ARTICLE 19, Human Rights Watch, as well as other organizations, have extensively documented the widespread abuse of Turkish Penal Code and Anti-terrorism Law provisions to prosecute and convict journalists and any perceived government critic for critical reporting, statements, or commentary even though they in no way advocate violence. Under the new legislation, anyone who criticizes the government on online platforms can be prosecuted under disinformation charges.

Social media is one of the last arenas where people have access to independent news and can express themselves with relative freedom after the broad crackdown on media in Turkey. This is despite Turkey’s already restrictive internet law, which includes arbitrarily blocking and removing websites and other online content. This new law seeks to close that space by forcing tech companies to become the apparatus of state censorship, ARTICLE 19 and Human Rights Watch said.
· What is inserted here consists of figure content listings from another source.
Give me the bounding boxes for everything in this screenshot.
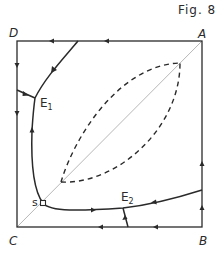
arrow-icon <box>49 39 54 44</box>
arrow-icon <box>200 161 205 166</box>
e1-main: E <box>40 96 48 110</box>
arrow-icon <box>30 127 35 133</box>
trajectory-s-to-e1 <box>32 98 43 203</box>
trajectory-top-to-e1 <box>35 41 78 98</box>
corner-label-d: D <box>9 27 18 39</box>
arrow-icon <box>153 225 158 230</box>
arrow-icon <box>15 111 20 116</box>
phase-diagram <box>0 0 224 258</box>
corner-label-a: A <box>198 28 206 40</box>
arrow-icon <box>98 225 103 230</box>
arrow-icon <box>23 91 30 96</box>
corner-label-b: B <box>199 235 207 247</box>
corner-label-c: C <box>9 235 17 247</box>
e2-main: E <box>121 190 129 204</box>
arrow-icon <box>15 63 20 68</box>
saddle-point-marker <box>41 201 46 206</box>
e1-subscript: 1 <box>48 103 53 112</box>
arrow-icon <box>104 39 109 44</box>
point-label-e2: E2 <box>121 191 134 206</box>
arrow-icon <box>91 208 96 213</box>
point-label-e1: E1 <box>40 97 53 112</box>
point-label-s: s <box>32 197 38 208</box>
arrow-icon <box>200 205 205 210</box>
figure-title: Fig. 8 <box>178 4 216 16</box>
diagonal-line <box>17 41 202 227</box>
e2-subscript: 2 <box>129 197 134 206</box>
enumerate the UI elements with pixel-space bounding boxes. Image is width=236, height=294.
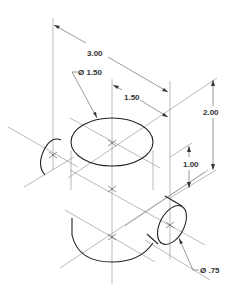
label-overall-length: 3.00: [87, 49, 103, 58]
center-lines: [8, 18, 217, 284]
label-boss-height: 1.00: [183, 160, 199, 169]
label-overall-height: 2.00: [203, 108, 219, 117]
label-center-offset: 1.50: [124, 93, 140, 102]
label-large-diameter: Ø 1.50: [78, 68, 103, 77]
object-lines: [41, 118, 193, 262]
center-marks: [49, 140, 174, 240]
label-small-diameter: Ø .75: [200, 266, 220, 275]
isometric-drawing: 3.00 Ø 1.50 1.50 2.00 1.00 Ø .75: [0, 0, 236, 294]
dimension-lines: [54, 25, 216, 270]
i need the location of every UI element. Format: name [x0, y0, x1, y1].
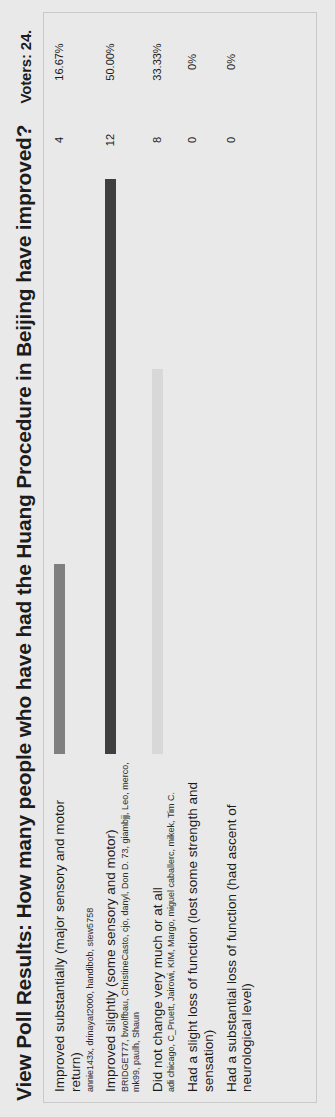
poll-option-percent: 16.67% — [52, 23, 65, 101]
poll-option-bar-cell — [150, 179, 163, 754]
poll-option-vote-count: 8 — [150, 101, 163, 179]
poll-option-bar-cell — [224, 179, 226, 754]
poll-option-bar-cell — [185, 179, 187, 754]
voters-count-label: Voters: 24. — [17, 12, 34, 103]
poll-option-row: Had a substantial loss of function (had … — [224, 23, 256, 1092]
poll-option-vote-count: 4 — [52, 101, 65, 179]
poll-option-row: Did not change very much or at alladi ch… — [150, 23, 178, 1092]
poll-option-text-cell: Had a substantial loss of function (had … — [224, 754, 256, 1092]
poll-option-text-cell: Had a slight loss of function (lost some… — [185, 754, 217, 1092]
poll-option-row: Improved substantially (major sensory an… — [52, 23, 96, 1092]
poll-option-bar — [54, 564, 65, 754]
poll-option-label: Had a slight loss of function (lost some… — [185, 762, 217, 1092]
poll-option-vote-count: 0 — [185, 101, 198, 179]
poll-option-percent: 33.33% — [150, 23, 163, 101]
poll-option-label: Had a substantial loss of function (had … — [224, 762, 256, 1092]
poll-option-bar-cell — [103, 179, 116, 754]
poll-option-bar-cell — [52, 179, 65, 754]
poll-option-list: Improved substantially (major sensory an… — [52, 23, 308, 1092]
poll-option-label: Did not change very much or at all — [150, 762, 166, 1092]
poll-option-voter-names: adi chicago, C_Pruett, Jairowi, KIM, Mar… — [166, 762, 177, 1092]
poll-option-vote-count: 12 — [103, 101, 116, 179]
poll-results-box: Improved substantially (major sensory an… — [43, 12, 317, 1103]
poll-option-row: Had a slight loss of function (lost some… — [185, 23, 217, 1092]
poll-option-percent: 50.00% — [103, 23, 116, 101]
poll-option-row: Improved slightly (some sensory and moto… — [103, 23, 142, 1092]
poll-option-label: Improved substantially (major sensory an… — [52, 762, 84, 1092]
rotated-page-wrapper: View Poll Results: How many people who h… — [0, 0, 335, 1117]
poll-option-text-cell: Improved substantially (major sensory an… — [52, 754, 96, 1092]
poll-option-text-cell: Did not change very much or at alladi ch… — [150, 754, 178, 1092]
page-title: View Poll Results: How many people who h… — [12, 12, 36, 1101]
poll-option-bar — [105, 179, 116, 754]
poll-option-voter-names: annie143x, drinayat2000, handibob, stew5… — [85, 762, 96, 1092]
poll-option-voter-names: BRIDGET77, bwolfbau, ChristineCasto, cjo… — [120, 762, 143, 1092]
poll-option-label: Improved slightly (some sensory and moto… — [103, 762, 119, 1092]
poll-option-bar — [152, 369, 163, 754]
poll-option-percent: 0% — [224, 23, 237, 101]
poll-option-text-cell: Improved slightly (some sensory and moto… — [103, 754, 142, 1092]
poll-option-percent: 0% — [185, 23, 198, 101]
poll-option-vote-count: 0 — [224, 101, 237, 179]
poll-results-page: View Poll Results: How many people who h… — [0, 0, 335, 1117]
poll-question: View Poll Results: How many people who h… — [12, 125, 36, 1101]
In 2020, amendments to the Internet Law combined severe sanctions for not appointing a local representative – throttling of up to 90 percent of their bandwidth – with relatively mild sanctions for noncompliance with content removal requests. Tech companies opted to appoint a local representative while pledging to still protect user rights by not responding to all content removal or data requests. ARTICLE 19, Human Rights Watch, and the Freedom of Expression Association (IFOD) warned the tech companies at the time not to set up representative offices in Turkey, as given the hostile environment, this would inevitably lead to their implication in human rights abuses.

The new law builds on the 2020 law in two key respects. It formalizes the tech companies’ status in Turkey and greatly increases the extent to which they can be held criminally, administratively, and financially liable by requiring those with over 10 million daily users to set up companies, not simply representative offices or real person representatives. Second, it introduces severe sanctions against the companies for failure to comply with any content blocking or removal request or demand to hand over user data, with bandwidth reduction of up to 90 percent for noncompliance. As a result, the companies will either inevitably become implicated in human rights violations or their platforms could become inaccessible in Turkey, the groups said.

“The new law tightens the Turkish government’s control over social media by subjecting tech companies like Twitter and Facebook to enormous pressure to comply with government censorship and criminal probes into users,” said Emma Sinclair-Webb, Europe and Central Asia associate director at Human Rights Watch. “With severe penalties against tech companies for noncompliance, the law effectively blackmails tech companies into abusing human rights to avoid becoming inaccessible platforms.”

The Turkish government should repeal the law and end the crackdown on civil society, ARTICLE 19 and Human Rights Watch said. Turkish authorities should ensure the right to freedom of expression and free flow of information especially in the run up to and during elections.

The social media platforms should urgently clarify their position publicly so that users fully understand and can foresee the risk of using their platforms. They should not succumb to pressure and should comply with their obligations under the UN Guiding Principles on Business and Human Rights to respect human rights, including freedom of expression and privacy.

They should resist any complicity with government censorship or reject arbitrary demands for user data that would expose their users to the risk of arrest for sharing online content that falls within the boundaries of protected speech. In a context of a pervasive disregard for freedom of expression and a pattern of prosecution and conviction for so-called “speech crimes,” compliance will make it practically impossible for the tech companies not to become implicated in human rights violations, ARTICLE 19 and Human Rights Watch said.